OT agreements broadly, including TIAs, are more flexible than standard procurement and financial assistance instruments. They allow the DOE to negotiate commercial terms that would be otherwise unavailable in a procurement or financial assistance instrument in a manner that is more familiar to many commercial entities. Thus, unless otherwise noted in this regulation, the laws and regulations applicable to procurement and financial assistance instruments do not apply. This increased flexibility is used to: (1) strengthen our nation's economic and energy security; (2) promote scientific and technological innovation; (3) reduce barriers to participation in RD&D programs by nontraditional government performers and entities, including small businesses and disadvantaged entities; (4) promote new relationships among performers in the U.S. technology base; (5) stimulate performers to develop and use new business practices and disseminate best practices throughout the U.S. technology base; or (6) stimulate RD&D of energy-related technologies, systems, and processes for use by Federal agencies and the public.
In this IFR, DOE is removing miscellaneous references to outdated regulations from the provisions governing the use of OT agreements. DOE is aligning the revised provisions with the authorizing statute and improves the clarity, structure, organization, and administrative efficiency of the provisions to make them applicable to 42 U.S.C. 7256(g) OT agreements beyond the TIAs contemplated in the original regulations.
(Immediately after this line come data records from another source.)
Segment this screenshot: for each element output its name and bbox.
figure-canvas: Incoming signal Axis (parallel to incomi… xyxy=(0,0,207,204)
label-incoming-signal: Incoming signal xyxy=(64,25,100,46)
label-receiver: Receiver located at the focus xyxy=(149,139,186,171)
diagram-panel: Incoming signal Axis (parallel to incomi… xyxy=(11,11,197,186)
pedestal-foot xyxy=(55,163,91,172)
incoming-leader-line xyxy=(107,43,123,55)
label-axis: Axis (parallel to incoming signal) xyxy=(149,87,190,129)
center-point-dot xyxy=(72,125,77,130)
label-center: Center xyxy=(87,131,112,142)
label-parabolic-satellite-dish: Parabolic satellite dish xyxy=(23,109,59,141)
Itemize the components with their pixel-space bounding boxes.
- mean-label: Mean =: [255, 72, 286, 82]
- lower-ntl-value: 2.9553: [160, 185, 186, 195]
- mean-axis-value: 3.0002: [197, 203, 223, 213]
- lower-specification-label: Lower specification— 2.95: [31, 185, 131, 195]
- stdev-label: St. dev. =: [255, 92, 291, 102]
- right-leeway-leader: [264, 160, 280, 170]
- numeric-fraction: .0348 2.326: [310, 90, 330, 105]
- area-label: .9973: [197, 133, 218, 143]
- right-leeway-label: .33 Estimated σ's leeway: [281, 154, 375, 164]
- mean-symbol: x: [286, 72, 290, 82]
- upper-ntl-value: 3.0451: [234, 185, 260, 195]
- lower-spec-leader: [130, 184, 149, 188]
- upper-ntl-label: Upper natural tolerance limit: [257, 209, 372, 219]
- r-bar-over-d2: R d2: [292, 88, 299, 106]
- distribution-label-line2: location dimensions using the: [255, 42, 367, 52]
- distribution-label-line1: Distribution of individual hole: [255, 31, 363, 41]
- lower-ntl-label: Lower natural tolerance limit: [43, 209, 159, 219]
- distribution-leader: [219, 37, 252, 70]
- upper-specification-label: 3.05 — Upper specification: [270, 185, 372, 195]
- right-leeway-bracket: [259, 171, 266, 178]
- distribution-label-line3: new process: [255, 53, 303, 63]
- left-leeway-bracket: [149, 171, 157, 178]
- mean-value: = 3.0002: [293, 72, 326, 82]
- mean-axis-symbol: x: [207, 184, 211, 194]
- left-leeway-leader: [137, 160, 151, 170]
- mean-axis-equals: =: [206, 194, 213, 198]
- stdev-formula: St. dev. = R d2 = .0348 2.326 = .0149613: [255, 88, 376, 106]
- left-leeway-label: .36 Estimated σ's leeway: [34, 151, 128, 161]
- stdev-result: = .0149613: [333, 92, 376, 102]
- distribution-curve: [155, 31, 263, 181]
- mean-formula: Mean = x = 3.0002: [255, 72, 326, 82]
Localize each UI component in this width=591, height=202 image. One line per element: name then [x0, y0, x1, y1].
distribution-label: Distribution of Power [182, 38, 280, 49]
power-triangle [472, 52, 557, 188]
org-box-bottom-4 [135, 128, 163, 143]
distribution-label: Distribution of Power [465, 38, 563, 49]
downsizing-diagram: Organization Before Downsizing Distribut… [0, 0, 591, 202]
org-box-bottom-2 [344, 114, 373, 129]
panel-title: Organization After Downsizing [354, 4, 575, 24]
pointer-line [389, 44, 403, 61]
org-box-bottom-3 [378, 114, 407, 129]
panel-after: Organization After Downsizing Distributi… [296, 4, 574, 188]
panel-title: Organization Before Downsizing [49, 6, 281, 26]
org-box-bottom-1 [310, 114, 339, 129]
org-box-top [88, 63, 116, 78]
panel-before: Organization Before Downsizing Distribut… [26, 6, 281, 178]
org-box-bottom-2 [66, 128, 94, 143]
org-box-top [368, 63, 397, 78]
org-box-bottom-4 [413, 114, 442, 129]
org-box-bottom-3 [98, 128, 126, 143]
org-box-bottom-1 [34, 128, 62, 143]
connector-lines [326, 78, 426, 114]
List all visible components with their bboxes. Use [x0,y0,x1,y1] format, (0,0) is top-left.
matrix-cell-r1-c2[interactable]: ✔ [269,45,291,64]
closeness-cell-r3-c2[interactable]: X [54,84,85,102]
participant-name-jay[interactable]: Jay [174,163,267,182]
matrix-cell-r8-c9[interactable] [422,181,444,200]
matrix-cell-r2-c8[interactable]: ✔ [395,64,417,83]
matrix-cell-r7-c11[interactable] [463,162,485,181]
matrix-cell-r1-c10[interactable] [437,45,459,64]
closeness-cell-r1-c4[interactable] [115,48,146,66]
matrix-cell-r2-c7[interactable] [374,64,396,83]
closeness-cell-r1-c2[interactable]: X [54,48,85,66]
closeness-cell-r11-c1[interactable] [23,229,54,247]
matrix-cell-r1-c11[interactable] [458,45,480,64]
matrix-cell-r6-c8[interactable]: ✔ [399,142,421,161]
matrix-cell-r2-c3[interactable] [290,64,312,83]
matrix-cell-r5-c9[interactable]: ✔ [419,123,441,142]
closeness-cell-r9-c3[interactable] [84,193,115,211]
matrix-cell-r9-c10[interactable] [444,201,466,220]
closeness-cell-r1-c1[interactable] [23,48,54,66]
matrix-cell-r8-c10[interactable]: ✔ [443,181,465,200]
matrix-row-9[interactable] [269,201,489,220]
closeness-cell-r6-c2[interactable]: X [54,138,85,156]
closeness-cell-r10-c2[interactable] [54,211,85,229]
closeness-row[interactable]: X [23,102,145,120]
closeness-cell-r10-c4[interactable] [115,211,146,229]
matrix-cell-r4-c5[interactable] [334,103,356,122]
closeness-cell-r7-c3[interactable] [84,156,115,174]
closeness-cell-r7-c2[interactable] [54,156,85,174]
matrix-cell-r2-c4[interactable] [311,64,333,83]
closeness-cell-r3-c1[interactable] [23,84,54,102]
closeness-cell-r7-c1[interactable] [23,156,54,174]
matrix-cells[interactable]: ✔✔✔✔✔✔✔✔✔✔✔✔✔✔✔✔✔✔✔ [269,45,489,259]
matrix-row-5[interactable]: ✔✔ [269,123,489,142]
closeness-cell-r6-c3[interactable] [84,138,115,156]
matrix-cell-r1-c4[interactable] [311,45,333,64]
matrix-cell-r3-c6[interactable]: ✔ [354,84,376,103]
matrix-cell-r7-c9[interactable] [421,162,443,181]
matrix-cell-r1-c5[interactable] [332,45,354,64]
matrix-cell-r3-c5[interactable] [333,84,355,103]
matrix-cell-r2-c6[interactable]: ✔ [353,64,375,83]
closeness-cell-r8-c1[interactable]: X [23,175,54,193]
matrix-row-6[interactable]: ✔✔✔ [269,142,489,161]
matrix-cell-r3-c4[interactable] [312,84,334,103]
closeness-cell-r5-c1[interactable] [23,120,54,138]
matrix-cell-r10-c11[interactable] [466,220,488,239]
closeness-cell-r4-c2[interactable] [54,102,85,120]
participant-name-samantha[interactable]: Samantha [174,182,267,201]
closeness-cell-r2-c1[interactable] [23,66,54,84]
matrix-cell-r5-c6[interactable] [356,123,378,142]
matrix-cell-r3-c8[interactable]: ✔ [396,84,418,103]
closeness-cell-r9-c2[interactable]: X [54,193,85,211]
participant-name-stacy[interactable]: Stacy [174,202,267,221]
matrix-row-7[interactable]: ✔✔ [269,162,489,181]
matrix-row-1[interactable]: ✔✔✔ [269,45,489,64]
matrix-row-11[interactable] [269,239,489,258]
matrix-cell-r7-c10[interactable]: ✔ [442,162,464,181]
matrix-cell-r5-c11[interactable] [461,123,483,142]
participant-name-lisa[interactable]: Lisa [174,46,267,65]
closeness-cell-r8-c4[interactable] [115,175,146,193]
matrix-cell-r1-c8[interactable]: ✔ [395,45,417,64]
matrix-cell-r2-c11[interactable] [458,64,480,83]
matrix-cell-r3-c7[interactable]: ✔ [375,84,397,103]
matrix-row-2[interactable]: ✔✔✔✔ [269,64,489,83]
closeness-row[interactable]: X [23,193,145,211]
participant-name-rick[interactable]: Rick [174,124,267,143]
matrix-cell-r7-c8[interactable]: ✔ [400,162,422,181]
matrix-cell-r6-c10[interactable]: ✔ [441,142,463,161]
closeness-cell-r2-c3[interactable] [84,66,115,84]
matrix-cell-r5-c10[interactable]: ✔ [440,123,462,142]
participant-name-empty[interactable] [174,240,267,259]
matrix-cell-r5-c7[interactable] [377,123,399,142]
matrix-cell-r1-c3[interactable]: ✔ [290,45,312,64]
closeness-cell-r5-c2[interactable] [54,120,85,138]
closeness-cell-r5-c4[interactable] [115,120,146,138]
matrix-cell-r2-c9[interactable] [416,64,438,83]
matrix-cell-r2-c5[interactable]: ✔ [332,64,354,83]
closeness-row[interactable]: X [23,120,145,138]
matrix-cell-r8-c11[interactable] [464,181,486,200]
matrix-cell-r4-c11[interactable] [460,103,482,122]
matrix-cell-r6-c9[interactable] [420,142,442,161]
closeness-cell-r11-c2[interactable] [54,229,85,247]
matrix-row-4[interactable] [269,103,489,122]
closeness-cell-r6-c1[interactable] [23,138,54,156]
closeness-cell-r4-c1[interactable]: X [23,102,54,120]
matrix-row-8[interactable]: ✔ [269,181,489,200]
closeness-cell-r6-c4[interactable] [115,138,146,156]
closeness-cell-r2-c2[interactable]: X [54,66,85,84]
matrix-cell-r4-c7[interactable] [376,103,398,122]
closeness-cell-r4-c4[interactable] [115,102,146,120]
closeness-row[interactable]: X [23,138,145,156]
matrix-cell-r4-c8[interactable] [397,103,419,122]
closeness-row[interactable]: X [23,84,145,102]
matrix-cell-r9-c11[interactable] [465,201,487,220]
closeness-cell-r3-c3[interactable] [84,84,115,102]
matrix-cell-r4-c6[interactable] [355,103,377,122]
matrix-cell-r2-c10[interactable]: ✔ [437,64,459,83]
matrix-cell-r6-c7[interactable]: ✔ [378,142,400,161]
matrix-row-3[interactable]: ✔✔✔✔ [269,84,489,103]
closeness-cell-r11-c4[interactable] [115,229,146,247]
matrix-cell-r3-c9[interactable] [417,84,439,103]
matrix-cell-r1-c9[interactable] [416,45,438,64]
In conjunction with the revisions under this IFR, DOE published a policy guide, “Department of Energy Guide to Other Transactions” that includes the internal DOE processes and specific functions and responsibilities of DOE staff from the provisions removed from 10 CFR part 603.
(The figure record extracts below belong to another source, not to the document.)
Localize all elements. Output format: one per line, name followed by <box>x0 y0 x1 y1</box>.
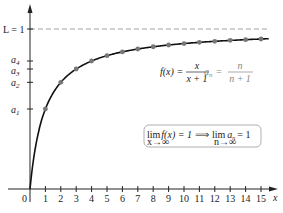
x-tick-label: 1 <box>43 193 48 204</box>
sequence-point <box>120 49 125 54</box>
x-tick-label: 15 <box>256 193 266 204</box>
sequence-numerator: n <box>238 60 243 71</box>
x-tick-label: 7 <box>135 193 140 204</box>
x-tick-label: 12 <box>210 193 220 204</box>
function-label: f(x) = <box>160 66 183 78</box>
asymptote-label: L = 1 <box>3 24 24 35</box>
sequence-point <box>58 80 63 85</box>
x-tick-label: 11 <box>195 193 205 204</box>
x-tick-label: 13 <box>225 193 235 204</box>
x-tick-label: 10 <box>179 193 189 204</box>
sequence-point <box>43 107 48 112</box>
function-curve <box>30 39 269 189</box>
x-axis-arrow-icon <box>269 187 278 192</box>
x-axis-label: x <box>272 192 278 203</box>
x-tick-label: 14 <box>241 193 251 204</box>
x-tick-label: 3 <box>74 193 79 204</box>
sequence-point <box>243 37 248 42</box>
sequence-point <box>135 47 140 52</box>
x-tick-label: 8 <box>151 193 156 204</box>
sequence-point <box>212 39 217 44</box>
function-numerator: x <box>194 60 200 71</box>
a1-label: a1 <box>11 104 20 117</box>
sequence-point <box>182 41 187 46</box>
sequence-point <box>89 59 94 64</box>
sequence-point <box>105 53 110 58</box>
x-tick-label: 5 <box>105 193 110 204</box>
sequence-point <box>151 44 156 49</box>
x-tick-label: 9 <box>166 193 171 204</box>
sequence-point <box>74 67 79 72</box>
sequence-point <box>228 38 233 43</box>
x-tick-label: 4 <box>89 193 94 204</box>
sequence-point <box>166 43 171 48</box>
origin-label: 0 <box>22 193 27 204</box>
sequence-point <box>197 40 202 45</box>
x-tick-label: 6 <box>120 193 125 204</box>
limit-chart: L = 1 a1 a2 a3 a4 f(x) = x x + 1 an= n n… <box>0 0 283 213</box>
y-axis-arrow-icon <box>28 4 33 13</box>
limit-subscript-x: x→∞ <box>147 136 169 147</box>
x-tick-label: 2 <box>58 193 63 204</box>
sequence-denominator: n + 1 <box>229 73 251 84</box>
sequence-point <box>259 37 264 42</box>
a2-label: a2 <box>11 77 20 90</box>
x-tick-labels: 123456789101112131415 <box>43 193 266 204</box>
limit-subscript-n: n→∞ <box>214 136 236 147</box>
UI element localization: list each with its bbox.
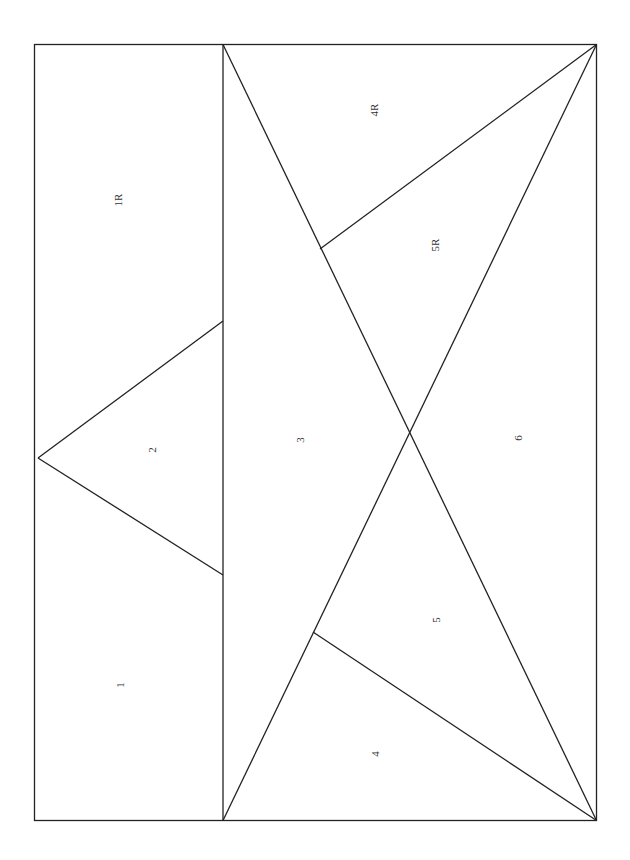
piece-label-1R: 1R xyxy=(112,193,124,207)
piece-label-5R: 5R xyxy=(429,238,441,252)
piece-label-5: 5 xyxy=(430,617,442,623)
triangle-2-lower-edge xyxy=(38,458,223,575)
piece-label-3: 3 xyxy=(294,437,306,443)
piece-label-4: 4 xyxy=(369,751,381,757)
piece-label-2: 2 xyxy=(146,447,158,453)
pattern-diagram: 1R 1 2 3 4R 5R 6 5 4 xyxy=(0,0,630,860)
split-4R-5R xyxy=(320,45,597,250)
piece-label-4R: 4R xyxy=(368,103,380,117)
piece-label-1: 1 xyxy=(114,682,126,688)
outer-border xyxy=(35,45,597,821)
piece-label-6: 6 xyxy=(512,435,524,441)
triangle-2-upper-edge xyxy=(38,321,223,458)
split-4-5 xyxy=(313,632,597,821)
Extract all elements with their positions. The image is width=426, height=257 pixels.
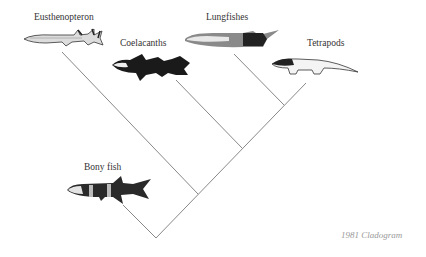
coelacanth-fish-icon	[110, 51, 192, 83]
tetrapod-icon	[270, 56, 360, 78]
taxon-label-coelacanths: Coelacanths	[120, 38, 166, 48]
taxon-label-bony-fish: Bony fish	[84, 162, 121, 172]
taxon-label-eusthenopteron: Eusthenopteron	[34, 12, 94, 22]
diagram-caption: 1981 Cladogram	[341, 230, 402, 240]
taxon-label-tetrapods: Tetrapods	[307, 38, 344, 48]
bony-fish-icon	[65, 175, 155, 207]
taxon-label-lungfishes: Lungfishes	[206, 12, 248, 22]
lungfish-fish-icon	[183, 29, 281, 51]
eusthenopteron-fish-icon	[22, 27, 104, 49]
<HD SOURCE="HD1">II. Discussion</HD>
While some mechanisms (procurement and financial assistance) can meet many of the Department's missions, certain programs require more innovation for successful implementation and would benefit from the flexibility that OT agreements can provide. To provide the efficiencies in the award and administration of OT agreements needed to achieve DOE's mission, there is a need to remove references to outdated regulations, internal processes, and obsolete and unnecessarily restrictive language from the provisions governing the use of OT agreements. This IFR revises existing OTA regulatory provisions and aligns them with the authorizing statute to improve the clarity, structure, organization, and administrative efficiency and to make them applicable to all OT agreements awarded under DOE's authority at 42 U.S.C. 7256(g), not just TIAs. DOE is removing in its entirety and reserving 10 CFR part 603, relocating it in 2 CFR part 930, and renaming it “Other Transaction Agreements.” DOE is removing the provisions of 10 CFR part 603 that are: specific to internal DOE processes or procedures; specific to the functions and responsibilities of DOE staff; and unnecessarily restrictive for use in all OT agreements.
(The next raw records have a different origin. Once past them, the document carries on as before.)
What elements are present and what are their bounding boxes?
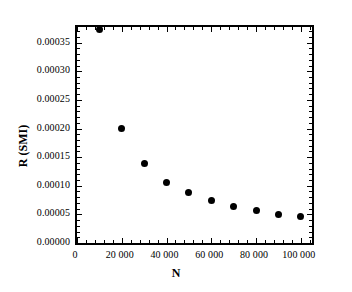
x-tick-minor	[229, 240, 230, 243]
y-axis-title: R (SMI)	[16, 125, 31, 167]
y-tick-label: 0.00010	[37, 178, 70, 189]
x-tick-major-top	[211, 27, 212, 32]
y-tick-minor	[77, 191, 80, 192]
plot-area	[77, 27, 312, 243]
y-tick-minor-right	[309, 226, 312, 227]
x-tick-minor	[184, 240, 185, 243]
y-tick-minor	[77, 232, 80, 233]
x-tick-major	[211, 238, 212, 243]
y-tick-minor	[77, 209, 80, 210]
x-tick-minor	[247, 240, 248, 243]
y-tick-major-right	[307, 129, 312, 130]
x-tick-minor-top	[292, 27, 293, 30]
data-point	[253, 207, 260, 214]
y-tick-label: 0.00025	[37, 92, 70, 103]
x-tick-minor	[149, 240, 150, 243]
y-tick-minor-right	[309, 117, 312, 118]
y-tick-minor	[77, 54, 80, 55]
x-tick-minor-top	[113, 27, 114, 30]
y-tick-minor	[77, 180, 80, 181]
data-point	[118, 125, 125, 132]
x-tick-minor-top	[140, 27, 141, 30]
x-tick-minor	[131, 240, 132, 243]
x-tick-minor	[274, 240, 275, 243]
y-tick-minor	[77, 174, 80, 175]
y-tick-minor-right	[309, 197, 312, 198]
data-point	[297, 213, 304, 220]
y-tick-minor-right	[309, 77, 312, 78]
x-tick-minor-top	[158, 27, 159, 30]
y-tick-minor	[77, 117, 80, 118]
x-tick-minor-top	[149, 27, 150, 30]
y-tick-minor-right	[309, 209, 312, 210]
y-tick-label: 0.00015	[37, 150, 70, 161]
x-tick-label: 20 000	[106, 249, 134, 260]
y-tick-minor	[77, 169, 80, 170]
x-tick-minor-top	[238, 27, 239, 30]
x-tick-minor	[265, 240, 266, 243]
x-tick-minor-top	[202, 27, 203, 30]
x-tick-major	[77, 238, 78, 243]
chart-figure: 0.000000.000050.000100.000150.000200.000…	[0, 0, 352, 292]
y-tick-minor	[77, 66, 80, 67]
y-tick-major	[77, 214, 82, 215]
x-tick-major-top	[122, 27, 123, 32]
x-tick-major	[256, 238, 257, 243]
y-tick-major	[77, 157, 82, 158]
y-tick-minor-right	[309, 134, 312, 135]
y-tick-minor-right	[309, 31, 312, 32]
x-tick-minor-top	[86, 27, 87, 30]
x-tick-label: 0	[72, 249, 77, 260]
y-tick-minor-right	[309, 237, 312, 238]
y-tick-minor	[77, 77, 80, 78]
y-tick-minor	[77, 203, 80, 204]
y-tick-label: 0.00000	[37, 236, 70, 247]
y-tick-minor	[77, 37, 80, 38]
y-tick-major-right	[307, 243, 312, 244]
x-tick-minor	[175, 240, 176, 243]
y-tick-major	[77, 129, 82, 130]
x-tick-minor-top	[175, 27, 176, 30]
y-tick-minor-right	[309, 203, 312, 204]
x-tick-major	[167, 238, 168, 243]
data-point	[275, 211, 282, 218]
x-tick-minor	[292, 240, 293, 243]
y-tick-minor	[77, 220, 80, 221]
y-tick-minor-right	[309, 140, 312, 141]
y-tick-minor	[77, 134, 80, 135]
y-tick-minor	[77, 60, 80, 61]
x-tick-minor-top	[310, 27, 311, 30]
y-tick-minor-right	[309, 232, 312, 233]
x-tick-minor	[113, 240, 114, 243]
y-tick-major-right	[307, 186, 312, 187]
y-tick-minor-right	[309, 106, 312, 107]
y-tick-minor-right	[309, 180, 312, 181]
y-tick-minor-right	[309, 54, 312, 55]
data-point	[208, 197, 215, 204]
x-tick-label: 40 000	[150, 249, 178, 260]
x-tick-minor-top	[184, 27, 185, 30]
x-tick-minor-top	[220, 27, 221, 30]
x-tick-label: 60 000	[195, 249, 223, 260]
y-tick-minor	[77, 88, 80, 89]
y-tick-minor-right	[309, 174, 312, 175]
x-tick-minor	[193, 240, 194, 243]
x-tick-minor-top	[247, 27, 248, 30]
x-tick-major-top	[167, 27, 168, 32]
y-tick-minor-right	[309, 60, 312, 61]
x-tick-minor-top	[274, 27, 275, 30]
data-point	[185, 189, 192, 196]
x-tick-major-top	[77, 27, 78, 32]
y-tick-minor	[77, 48, 80, 49]
y-tick-major-right	[307, 43, 312, 44]
data-point	[141, 160, 148, 167]
y-tick-minor	[77, 111, 80, 112]
y-tick-minor	[77, 140, 80, 141]
x-tick-minor	[86, 240, 87, 243]
x-tick-minor-top	[104, 27, 105, 30]
y-tick-minor-right	[309, 191, 312, 192]
y-tick-major-right	[307, 71, 312, 72]
y-tick-minor-right	[309, 146, 312, 147]
y-tick-minor-right	[309, 151, 312, 152]
x-tick-label: 80 000	[240, 249, 268, 260]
DOE is relocating and revising the remaining provisions of 10 CFR part 603 and adding a deviation provision to 2 CFR part 930 that, consistent with other re
━━━━━━━━━━━━━━━━━━━━━━━━━━━━━━━━━━━━━━━━━━━━━━━━━━━━━━━━━━━━━━━━━━━━
Preview showing 10k of 80k characters.
Full document text is stored and available for version comparison.
━━━━━━━━━━━━━━━━━━━━━━━━━━━━━━━━━━━━━━━━━━━━━━━━━━━━━━━━━━━━━━━━━━━━
This text is preserved for citation and comparison. View the official version for the authoritative text.